3M (MMM -1.09%) is a company that most people know about but few fully understand. Going well beyond its most visible products like Post-It Notes and Scotch tape, 3M has its fingers in a huge number of different sectors of the economy, and its innovative spirit has enabled it to get profits from an impressive number of sources.

For dividend investors, 3M has been even more lucrative. With a streak of 59 straight years of dividend increases, 3M numbers among the elite dividend stocks in the entire U.S. stock market. Yet investors want to know if 3M's dividends are sustainable and whether its pace of dividend growth will continue into the future. Let's take a closer look at 3M and its dividend history to get some ideas about what's likely to come down the road.

3M Post-It origami.

Image source: 3M.

3M and its history of dividends

3M has been remarkably consistent with its dividend payments to shareholders. The company has paid dividends without interruption for more than a century, and only a handful of stocks can claim a longer streak of consecutive years of dividend increases than 3M.

3M's dividend track record has followed in lockstep with its core business prospects. During more sluggish economic periods, 3M's growth rate on its dividends would moderate somewhat. Then, when prospects picked up for the conglomerate, shareholders would see greater rewards in the form of accelerated payouts.

The 2000s present a good example of this phenomenon. Recessionary conditions early in the decade forced 3M to moderate its dividend growth rates, but it still made sure shareholders got at least something every year. Then, during the middle part of the decade, economic prospects throughout the business community improved, and that put 3M in a better position to serve its consumer and corporate customers. The resulting surge led 3M to make the decision to accelerate the pace of its dividend increases.

MMM Dividend Chart

MMM Dividend data by YCharts.

More recently, 3M has gone through another big growth spurt. The recovery in the early 2010s provided a great bounce from the 2008 recession, and toward the end of 2013, 3M said that it would give shareholders a huge 35% boost to quarterly payments going forward. The company followed that up with another 20% increase the next year.

What's the latest on 3M dividends?

Since then, 3M dividend increases have moderated somewhat. An 8% increase took effect in 2016, and the most recent move was a 7% rise to $1.175 per share.

One reason for the slowdown might well have to do with 3M's desire to keep dividend growth in line with how its bottom line is faring. Over the past decade, 3M has seen its payout ratio climb from the 35% to 40% range up above 50%. That's not a troublingly high level, but it does demonstrate that some of the payout growth that investors have seen has come at the expense of 3M having a smaller percentage of its profits left over to use for other purposes, such as stock repurchases, internal investment, or strategic acquisitions.

Will 3M's dividend history go on?

For 3M to keep sustaining its dividend growth, it needs to see some major successes. Lately, the company's consumer segment has been a relative disappointment, with organic growth having fallen during its most recent quarter. Yet even with those headwinds, 3M has massive opportunities in the industrial segment, which is the biggest of the conglomerate's major divisions. At the same time, healthcare could be a growth driver in the future as well, and 3M's work in the electronics and energy business and the safety and graphics segment could help its financial situation going forward.

3M has used its innovative spirit to maximize its profit potential, and dividend investors have gotten a lot from their holdings in the conglomerate's stock. Having demonstrated an ability to weather tough economic conditions successfully, 3M is in a good position to extend its dividend streak to 60 years and beyond in the years to come.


* _About this task_
In the data below, which lines hold the word "User"? Copy them.

* _Interface dataset entries_
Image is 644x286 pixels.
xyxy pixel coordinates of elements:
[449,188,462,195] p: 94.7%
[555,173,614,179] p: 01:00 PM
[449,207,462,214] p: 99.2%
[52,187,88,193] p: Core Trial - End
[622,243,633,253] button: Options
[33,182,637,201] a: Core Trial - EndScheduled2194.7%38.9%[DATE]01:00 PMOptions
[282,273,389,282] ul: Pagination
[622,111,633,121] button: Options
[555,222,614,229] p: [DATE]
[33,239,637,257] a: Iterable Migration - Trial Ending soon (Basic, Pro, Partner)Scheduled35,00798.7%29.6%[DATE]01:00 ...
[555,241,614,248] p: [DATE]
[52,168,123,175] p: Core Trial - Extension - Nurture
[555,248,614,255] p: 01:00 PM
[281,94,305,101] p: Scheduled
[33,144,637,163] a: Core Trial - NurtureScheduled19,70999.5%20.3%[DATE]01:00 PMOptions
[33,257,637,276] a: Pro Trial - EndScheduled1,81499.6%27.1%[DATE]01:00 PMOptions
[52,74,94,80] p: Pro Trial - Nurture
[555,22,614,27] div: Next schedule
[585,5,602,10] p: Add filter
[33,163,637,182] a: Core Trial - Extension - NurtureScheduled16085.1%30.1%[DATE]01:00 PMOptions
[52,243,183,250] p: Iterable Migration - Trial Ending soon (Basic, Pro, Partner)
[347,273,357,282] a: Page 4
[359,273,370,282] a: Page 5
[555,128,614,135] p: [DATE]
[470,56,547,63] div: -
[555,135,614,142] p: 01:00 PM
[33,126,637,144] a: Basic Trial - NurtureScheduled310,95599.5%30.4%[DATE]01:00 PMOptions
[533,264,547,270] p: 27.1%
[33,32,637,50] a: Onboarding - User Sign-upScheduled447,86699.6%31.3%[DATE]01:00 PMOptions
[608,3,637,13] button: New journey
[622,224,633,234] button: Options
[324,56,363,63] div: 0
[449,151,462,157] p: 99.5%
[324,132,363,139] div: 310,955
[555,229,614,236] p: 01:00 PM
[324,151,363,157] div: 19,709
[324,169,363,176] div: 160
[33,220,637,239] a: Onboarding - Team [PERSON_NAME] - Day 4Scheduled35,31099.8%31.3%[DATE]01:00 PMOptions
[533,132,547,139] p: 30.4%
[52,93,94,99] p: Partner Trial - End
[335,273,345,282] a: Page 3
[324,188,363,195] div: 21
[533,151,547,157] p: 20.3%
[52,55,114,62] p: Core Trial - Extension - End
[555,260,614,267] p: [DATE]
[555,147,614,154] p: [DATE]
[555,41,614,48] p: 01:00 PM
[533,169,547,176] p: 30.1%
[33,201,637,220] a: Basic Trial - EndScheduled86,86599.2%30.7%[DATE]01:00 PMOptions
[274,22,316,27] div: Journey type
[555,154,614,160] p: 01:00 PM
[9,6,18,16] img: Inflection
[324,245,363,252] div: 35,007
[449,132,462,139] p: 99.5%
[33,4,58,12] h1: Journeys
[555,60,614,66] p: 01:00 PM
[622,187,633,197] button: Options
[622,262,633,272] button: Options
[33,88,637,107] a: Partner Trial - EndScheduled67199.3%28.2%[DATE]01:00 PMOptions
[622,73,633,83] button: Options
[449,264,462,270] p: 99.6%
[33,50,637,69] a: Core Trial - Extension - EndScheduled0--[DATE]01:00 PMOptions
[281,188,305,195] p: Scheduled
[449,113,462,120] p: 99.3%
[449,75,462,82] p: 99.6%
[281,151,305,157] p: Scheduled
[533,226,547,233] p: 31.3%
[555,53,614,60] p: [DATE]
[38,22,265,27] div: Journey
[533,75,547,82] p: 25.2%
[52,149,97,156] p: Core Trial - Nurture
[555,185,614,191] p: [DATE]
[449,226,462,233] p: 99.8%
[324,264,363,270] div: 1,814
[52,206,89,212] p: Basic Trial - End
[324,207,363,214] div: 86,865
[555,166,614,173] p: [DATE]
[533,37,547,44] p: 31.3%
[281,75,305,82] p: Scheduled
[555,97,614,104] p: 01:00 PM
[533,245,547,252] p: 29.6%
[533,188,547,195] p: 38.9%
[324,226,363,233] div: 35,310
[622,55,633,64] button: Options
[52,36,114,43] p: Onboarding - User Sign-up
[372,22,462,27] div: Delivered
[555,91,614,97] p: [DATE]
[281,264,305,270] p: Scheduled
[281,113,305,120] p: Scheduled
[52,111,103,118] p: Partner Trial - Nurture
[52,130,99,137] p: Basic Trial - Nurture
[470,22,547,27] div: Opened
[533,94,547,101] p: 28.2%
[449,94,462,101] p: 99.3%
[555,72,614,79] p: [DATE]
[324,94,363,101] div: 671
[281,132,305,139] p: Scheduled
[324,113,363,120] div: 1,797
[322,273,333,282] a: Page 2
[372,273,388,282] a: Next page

* _Response for this exercise_
[33,32,637,50] a: Onboarding - User Sign-upScheduled447,86699.6%31.3%[DATE]01:00 PMOptions
[52,36,114,43] p: Onboarding - User Sign-up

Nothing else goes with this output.